CUPE fears cost to Winnipeg of P3 bridge
The Canadian Union of Public Employees wants the City of Winnipeg to rethink its plan to use a public-private partnership to rebuild the city's Disraeli Bridge when it votes on its capital spending budget Thursday.
Under a public-private partnership, known asP3, a private contractor builds, runs or maintains a capital project, and the city pays that company an annual fee.
It's like buying a bridge with a credit card, said Gary Swanson, president of CUPE Local 500.
"The excess is in the financing. In most P3s, if it's built by the private sector, they would be responsible for financing it. They cannot get the same type of financing the City of Winnipeg can.
"The City of Winnipeg has a double-A rating, which means we can borrow much cheaper than the private sector," Swanson said.
He said the private sector will recover those higher borrowing costs when it leases the bridge back to the city, through higher lease payments.
In the long run, he said, it would be cheaper for the city to do it on its own.
The budget proposes using public-private partnerships in more than $110 million worth of capital projects, including the construction of three new police stations.
The head of the Manitoba Heavy Construction Association, Chris Lorenc, insists the private sector can do the work faster and cheaper.
"Our business is bottom-line outcome results driven…. At the end of the day, [we must] have the outcome and results that keep us in the black. And that's the difference in thinking, respectfully, between public and private sector," Lorenc said.
He said most of the city's projects that were not public-private partnerships have gone over budget.
If the public sector were really good at infrastructure, he said, Winnipeg would not be facing a $100-billion bill to fix its old bridges, roads and sewers.
The city's capital budget, which was presented in council Friday afternoon, proposes spending nearly $425 million in 2007. That's more than double original estimates.
"This budget is bigger than it's ever been," said Old Kildonan Coun. Mike O'Shaughnessy, who chairs the city's finance standing committee, on Friday.
O'Shaughnessy said the budget aims to catch up on some long-overdue work.
"We've fallen further and further behind every year since 1972. This is the first year that we're minimally catching up," he said.
The city is taking advantage of upcoming cash infusions of hundreds of millions of dollars from the federal and provincial governments over the next six years.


• _Assigned task_
Whenever the word "every" turns up in a line below, that line should be copied.

• _Information shown_
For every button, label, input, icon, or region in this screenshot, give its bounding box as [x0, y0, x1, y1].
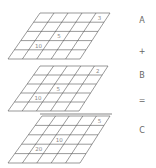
- cell-value: 3: [98, 15, 102, 21]
- label-c: C: [136, 126, 148, 135]
- grid-col-line: [51, 13, 82, 59]
- grid-col-line: [8, 116, 42, 163]
- grid-col-line: [8, 66, 40, 111]
- label-a: A: [136, 16, 148, 25]
- grid-col-line: [22, 13, 54, 59]
- grid-col-line: [37, 116, 69, 163]
- grid-c: 51020: [8, 116, 110, 163]
- grid-col-line: [22, 66, 53, 111]
- grid-col-line: [66, 13, 96, 59]
- grid-col-line: [80, 116, 110, 163]
- grid-col-line: [51, 66, 81, 111]
- grid-col-line: [22, 116, 55, 163]
- equals-sign: =: [136, 96, 148, 105]
- matrix-addition-diagram: 3510 2510 51020: [0, 0, 156, 168]
- cell-value: 20: [35, 146, 42, 152]
- grid-col-line: [80, 13, 110, 59]
- grid-b: 2510: [8, 66, 108, 111]
- grid-col-line: [79, 66, 108, 111]
- plus-sign: +: [136, 47, 148, 56]
- grid-col-line: [65, 66, 95, 111]
- grid-col-line: [36, 66, 67, 111]
- cell-value: 10: [35, 95, 42, 101]
- cell-value: 10: [35, 43, 42, 49]
- grid-col-line: [66, 116, 97, 163]
- cell-value: 5: [57, 33, 61, 39]
- label-b: B: [136, 71, 148, 80]
- cell-value: 10: [56, 137, 63, 143]
- cell-value: 5: [56, 86, 60, 92]
- cell-value: 5: [98, 118, 102, 124]
- grid-a: 3510: [8, 13, 110, 59]
- grid-col-line: [8, 13, 40, 59]
- grid-col-line: [37, 13, 68, 59]
- cell-value: 2: [96, 68, 100, 74]
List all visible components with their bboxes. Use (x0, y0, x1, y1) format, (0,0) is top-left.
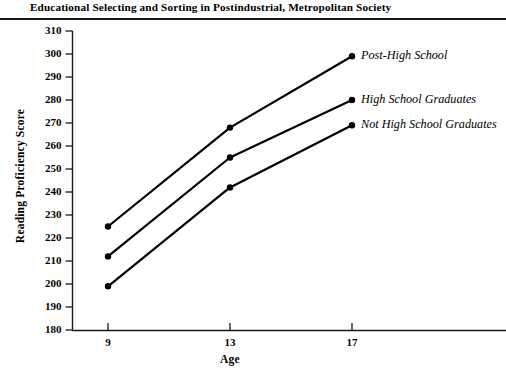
series-label: High School Graduates (361, 93, 476, 105)
y-axis-tick-label: 260 (22, 140, 62, 151)
line-chart: Reading Proficiency Score Age 3103002902… (0, 20, 506, 373)
y-axis-tick-marks (66, 31, 73, 330)
plot-area (0, 20, 506, 373)
y-axis-tick-label: 300 (22, 48, 62, 59)
series-line (108, 56, 352, 226)
y-axis-tick-label: 230 (22, 209, 62, 220)
x-axis-tick-label: 17 (332, 337, 372, 348)
y-axis-tick-label: 240 (22, 186, 62, 197)
running-head-title: Educational Selecting and Sorting in Pos… (30, 1, 391, 13)
series-label: Post-High School (361, 49, 447, 61)
data-point-marker (105, 223, 111, 229)
y-axis-tick-label: 280 (22, 94, 62, 105)
data-point-marker (105, 283, 111, 289)
y-axis-tick-label: 210 (22, 255, 62, 266)
data-point-marker (349, 97, 355, 103)
series-label: Not High School Graduates (361, 118, 497, 130)
data-point-marker (349, 122, 355, 128)
data-point-marker (227, 124, 233, 130)
x-axis-tick-label: 9 (88, 337, 128, 348)
y-axis-tick-label: 290 (22, 71, 62, 82)
x-axis-tick-marks (108, 323, 352, 330)
x-axis-tick-label: 13 (210, 337, 250, 348)
data-point-marker (227, 184, 233, 190)
y-axis-tick-label: 220 (22, 232, 62, 243)
y-axis-tick-label: 270 (22, 117, 62, 128)
running-head: Educational Selecting and Sorting in Pos… (0, 0, 506, 20)
series-markers (105, 53, 355, 289)
data-point-marker (105, 253, 111, 259)
series-line (108, 100, 352, 256)
data-point-marker (227, 154, 233, 160)
y-axis-tick-label: 180 (22, 324, 62, 335)
y-axis-tick-label: 200 (22, 278, 62, 289)
y-axis-tick-label: 310 (22, 25, 62, 36)
data-point-marker (349, 53, 355, 59)
series-lines (108, 56, 352, 286)
series-line (108, 125, 352, 286)
y-axis-tick-label: 190 (22, 301, 62, 312)
y-axis-tick-label: 250 (22, 163, 62, 174)
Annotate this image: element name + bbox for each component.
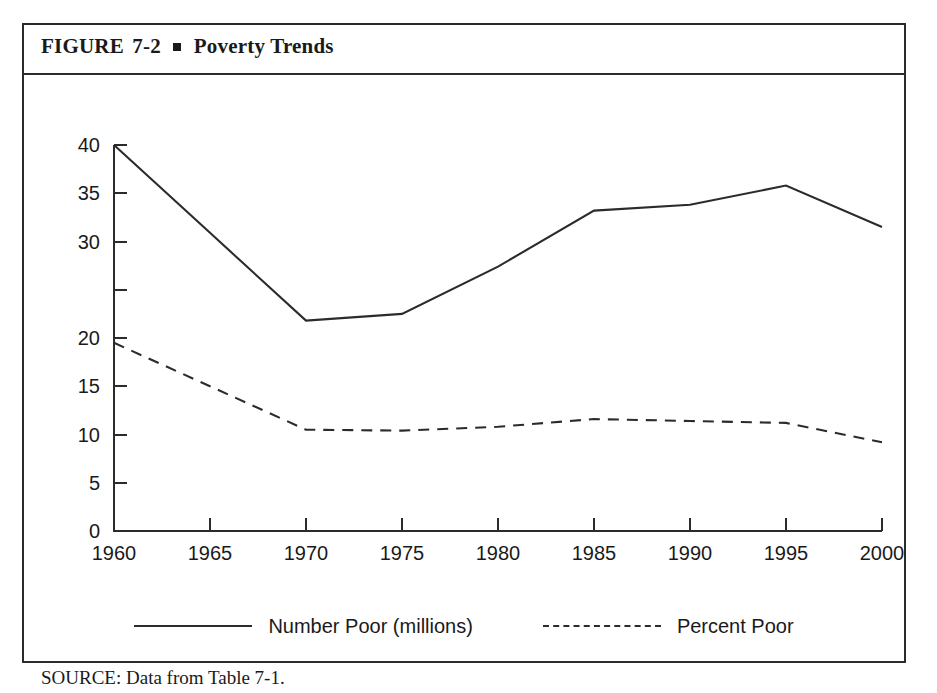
- y-tick-label: 15: [78, 375, 100, 397]
- x-tick-label: 1985: [572, 542, 617, 564]
- y-axis-ticks: [114, 145, 127, 531]
- x-tick-label: 1965: [188, 542, 233, 564]
- figure-frame: FIGURE 7-2 Poverty Trends 40353020151050…: [22, 23, 906, 663]
- y-tick-label: 10: [78, 424, 100, 446]
- x-tick-label: 1990: [668, 542, 713, 564]
- legend-label-number-poor: Number Poor (millions): [268, 615, 473, 638]
- figure-title-band: FIGURE 7-2 Poverty Trends: [24, 25, 904, 75]
- chart-axes: [114, 145, 882, 531]
- y-axis-tick-labels: 40353020151050: [78, 134, 100, 542]
- figure-label: FIGURE: [41, 34, 124, 58]
- source-note: SOURCE: Data from Table 7-1.: [41, 667, 285, 689]
- series-line-number-poor: [114, 145, 882, 321]
- square-bullet-icon: [173, 43, 181, 51]
- chart-legend: Number Poor (millions) Percent Poor: [24, 609, 904, 643]
- legend-swatch-dashed-icon: [543, 625, 661, 627]
- y-tick-label: 40: [78, 134, 100, 156]
- legend-label-percent-poor: Percent Poor: [677, 615, 794, 638]
- figure-title-text: Poverty Trends: [194, 34, 334, 58]
- legend-item-percent-poor: Percent Poor: [543, 615, 794, 638]
- series-line-percent-poor: [114, 343, 882, 442]
- legend-swatch-solid-icon: [134, 625, 252, 627]
- legend-item-number-poor: Number Poor (millions): [134, 615, 473, 638]
- x-tick-label: 1970: [284, 542, 329, 564]
- x-tick-label: 1980: [476, 542, 521, 564]
- x-tick-label: 1975: [380, 542, 425, 564]
- figure-number: 7-2: [132, 34, 161, 58]
- chart-plot-area: 40353020151050 1960196519701975198019851…: [24, 75, 904, 661]
- poverty-trends-line-chart: 40353020151050 1960196519701975198019851…: [24, 75, 904, 605]
- page-title: FIGURE 7-2 Poverty Trends: [41, 34, 334, 59]
- x-tick-label: 2000: [860, 542, 904, 564]
- y-tick-label: 20: [78, 327, 100, 349]
- x-tick-label: 1995: [764, 542, 809, 564]
- x-tick-label: 1960: [92, 542, 137, 564]
- x-axis-tick-labels: 196019651970197519801985199019952000: [92, 542, 904, 564]
- y-tick-label: 0: [89, 520, 100, 542]
- y-tick-label: 30: [78, 231, 100, 253]
- x-axis-ticks: [114, 518, 882, 531]
- y-tick-label: 5: [89, 472, 100, 494]
- y-tick-label: 35: [78, 182, 100, 204]
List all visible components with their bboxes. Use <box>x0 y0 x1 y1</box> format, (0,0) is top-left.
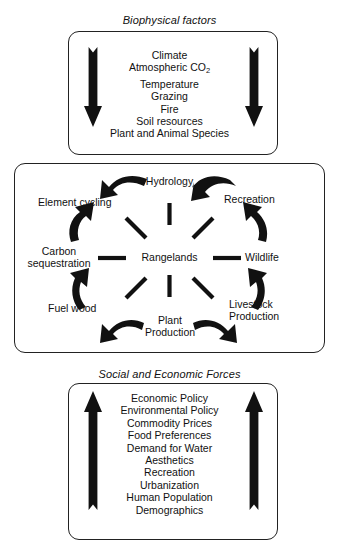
social-economic-forces-list: Economic Policy Environmental Policy Com… <box>0 392 339 516</box>
social-item-5: Aesthetics <box>0 454 339 466</box>
social-item-1: Environmental Policy <box>0 404 339 416</box>
social-item-6: Recreation <box>0 466 339 478</box>
node-label-plant-production: Plant Production <box>136 315 204 338</box>
social-economic-forces-panel: Social and Economic Forces Economic Poli… <box>0 364 339 554</box>
social-item-8: Human Population <box>0 491 339 503</box>
social-item-7: Urbanization <box>0 479 339 491</box>
co2-subscript: 2 <box>206 66 210 75</box>
node-label-recreation: Recreation <box>224 194 314 206</box>
social-item-2: Commodity Prices <box>0 417 339 429</box>
biophysical-item-3: Grazing <box>0 90 339 102</box>
node-label-livestock-line1: Livestock <box>229 299 325 311</box>
social-item-0: Economic Policy <box>0 392 339 404</box>
node-label-fuel-wood: Fuel wood <box>48 303 138 315</box>
node-label-livestock-line2: Production <box>229 311 325 323</box>
biophysical-item-0: Climate <box>0 49 339 61</box>
node-label-element-cycling: Element cycling <box>38 197 158 209</box>
node-label-plant-line2: Production <box>136 327 204 339</box>
rangelands-panel: Hydrology Recreation Wildlife Livestock … <box>14 163 325 353</box>
social-item-3: Food Preferences <box>0 429 339 441</box>
rangelands-radial-diagram: Hydrology Recreation Wildlife Livestock … <box>14 163 325 353</box>
biophysical-item-6: Plant and Animal Species <box>0 127 339 139</box>
node-label-plant-line1: Plant <box>136 315 204 327</box>
arrow-wildlife-recreation <box>243 202 267 242</box>
node-label-hydrology: Hydrology <box>14 176 325 188</box>
biophysical-factors-list: Climate Atmospheric CO2 Temperature Graz… <box>0 49 339 140</box>
biophysical-item-1: Atmospheric CO2 <box>0 61 339 77</box>
biophysical-item-2: Temperature <box>0 78 339 90</box>
social-economic-forces-title: Social and Economic Forces <box>0 368 339 380</box>
node-label-rangelands-center: Rangelands <box>14 252 325 264</box>
biophysical-factors-title: Biophysical factors <box>0 14 339 26</box>
biophysical-factors-panel: Biophysical factors Climate Atmospheric … <box>0 0 339 158</box>
biophysical-item-4: Fire <box>0 103 339 115</box>
social-item-4: Demand for Water <box>0 442 339 454</box>
social-item-9: Demographics <box>0 504 339 516</box>
node-label-livestock-production: Livestock Production <box>229 299 325 322</box>
biophysical-item-5: Soil resources <box>0 115 339 127</box>
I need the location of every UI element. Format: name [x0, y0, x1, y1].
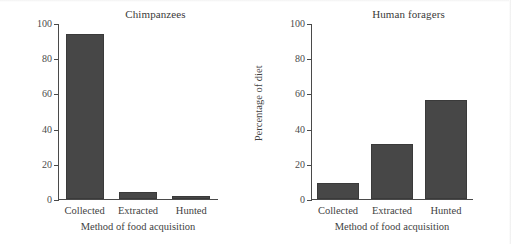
y-axis-tick — [54, 165, 59, 166]
plot-area-human-foragers: 020406080100CollectedExtractedHunted — [311, 24, 473, 200]
y-axis-tick-label: 20 — [42, 160, 52, 170]
bar-extracted — [119, 192, 157, 199]
x-axis-label-human-foragers: Method of food acquisition — [311, 222, 473, 233]
bar-collected — [317, 183, 359, 199]
y-axis-tick-label: 0 — [300, 195, 305, 205]
figure-two-panel-bar-charts: Chimpanzees Percentage of feeding time 0… — [0, 0, 511, 244]
y-axis-tick — [54, 59, 59, 60]
y-axis-tick-label: 40 — [295, 125, 305, 135]
bar-hunted — [425, 100, 467, 199]
bar-collected — [66, 34, 104, 199]
y-axis-tick-label: 80 — [42, 54, 52, 64]
y-axis-tick — [307, 200, 312, 201]
x-axis-category-label: Collected — [65, 206, 105, 217]
x-axis-category-label: Extracted — [118, 206, 158, 217]
y-axis-tick-label: 0 — [47, 195, 52, 205]
y-axis-line-human-foragers — [311, 24, 312, 200]
y-axis-tick — [54, 200, 59, 201]
y-axis-tick-label: 60 — [295, 89, 305, 99]
x-axis-label-chimpanzees: Method of food acquisition — [58, 222, 218, 233]
x-axis-category-label: Collected — [318, 206, 358, 217]
y-axis-line-chimpanzees — [58, 24, 59, 200]
y-axis-tick — [54, 24, 59, 25]
y-axis-tick — [54, 130, 59, 131]
x-axis-line-chimpanzees — [58, 199, 218, 200]
x-axis-category-label: Hunted — [176, 206, 207, 217]
plot-area-chimpanzees: 020406080100CollectedExtractedHunted — [58, 24, 218, 200]
panel-chimpanzees: Chimpanzees Percentage of feeding time 0… — [0, 0, 255, 244]
y-axis-tick — [307, 24, 312, 25]
x-axis-category-label: Extracted — [372, 206, 412, 217]
bar-extracted — [371, 144, 413, 199]
y-axis-tick — [307, 59, 312, 60]
y-axis-tick-label: 20 — [295, 160, 305, 170]
y-axis-tick-label: 80 — [295, 54, 305, 64]
bar-hunted — [172, 196, 210, 199]
y-axis-tick — [54, 94, 59, 95]
x-axis-category-label: Hunted — [431, 206, 462, 217]
y-axis-tick — [307, 94, 312, 95]
y-axis-tick-label: 100 — [37, 19, 52, 29]
panel-human-foragers: Human foragers Percentage of diet 020406… — [255, 0, 510, 244]
y-axis-tick-label: 40 — [42, 125, 52, 135]
y-axis-tick — [307, 130, 312, 131]
y-axis-tick — [307, 165, 312, 166]
x-axis-line-human-foragers — [311, 199, 473, 200]
y-axis-tick-label: 60 — [42, 89, 52, 99]
y-axis-tick-label: 100 — [290, 19, 305, 29]
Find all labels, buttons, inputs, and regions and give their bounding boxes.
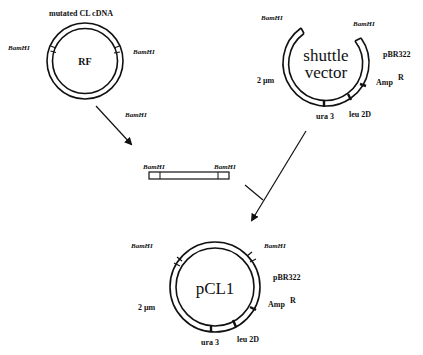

• _Output for this task_
For every button, label, input, icon, or region in this screenshot, give its bounding box as [x0, y0, x1, y1].
I need the location of every UI element. Format: name [x0, y0, x1, y1].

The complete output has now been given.